Abolition of Poverty. God commanded the people to share with the poor so that everyone has what they need to live a life of abundance. Poverty was to be eradicated, no questions asked. (Deut 15:4-5, 7-8, 10-11)
Prohibition on Land Sales. The ban on selling land on the market was formally adopted. Land could be leased but not bought or sold, which was taken very seriously (as evidenced in 1 Kgs 21)
Land Redemption. If a family fell into debt and was forced to sell their land, one of their kin was legally obligated to buy the land back and return it to the clan. (Lev 25:25)
Year of Jubilee. Every fifty years, all lands that had become lost for any reason were to be returned to their original families. When Jesus announces a “year of the Lord’s favor,” this is what he has in mind. (Lev 25:8-17)
Anti-Corruption. The Law restated the ban on bribes (Deut 16:18-20) and added additional statutes against dishonest commercial practices (Deut 25:13-15a). Weights and measures for carrying out transactions could not be rigged (Lev 19:35-37), nor stones for demarcating land boundaries (Deut 19:14).
Living Wages. Workers had to be paid a living wage, which was to be given to them promptly at sunset—it was illegal to withhold wages. (Deut 24:14-15; Lev 19:13c)
Universal Citizenship. Strangers, foreigners, immigrants—all these “aliens” were to be treated as citizens of Israel. There was to be one law for all. (Lev 19:33-34; 24:22; Deut 1:16; 10:17-19; 24:17; 27:19) Aliens enjoyed the right to the Sabbath day and Sabbath year; to glean; and to access stored foodstuffs.
Rule of Law. No one—not even the king—was above the law. The king was instructed to keep a book of the law at his side and read it every day. (Deut 17:18b-20)
Love of Neighbor. The capstone and cornerstone of the Law was this: you shall love your neighbor as yourself (Lev 19:18b-19a). Jesus says this commandment sums up the entire Law, making it the foundation of all particular statutes.
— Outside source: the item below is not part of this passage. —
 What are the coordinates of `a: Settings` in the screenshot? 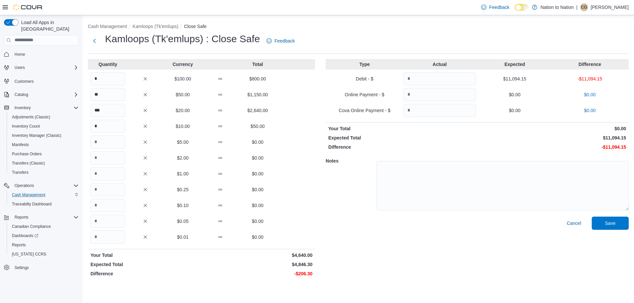 It's located at (21, 268).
Israelites were to keep this spirit in their hearts, going beyond the simple letter of the law to its core principle.
The picture that emerges from these laws is that of generous welfare, regular leveling, and radical inclusion. “Israel as a community under obligation to Yahweh,” Bruegemann says, “is indeed a community of social revolution in the world.”9 The Law was meant to structure Israelite politics to enact God's reign on earth and let the people dwell in the presence of the Lord. It sought to overturn the injustices of the kings that were foreclosing so many from God's abundance. Yet as oppressive as their monarchs became over the centuries, the Israelites were about to find out a truth my Irish relatives never let me forget: it can always be worse.
Obery Hendricks, The Politics of Jesus: Rediscovering the True Revolutionary Nature of Jesus’ Teachings and How They Have Been Corrupted (New York: Doubleday, 2006), 111-112.
Terence Fretheim, Exodus, Interpretation: A Bible Commentary for Teaching and Preaching (Louisville: Westminster John Knox, 1991), 204.
Walter Brueggemann, Theology of the Old Testament: Testimony, Dispute, Advocacy (Minneapolis: Augsburg Fortress, 1997), 200.
Hendricks, 15.
Edith Rasell, The Way of Abundance: Economic Justice in Scripture and Society (Minneapolis: Fortress Press), 8-10.
Rasell, 4.
Hendricks, 20.
Rasell, 29-31.
Brueggemann, 424.
Love how you worked in sortition. I think all the social justice issues you site etc are always aspirational.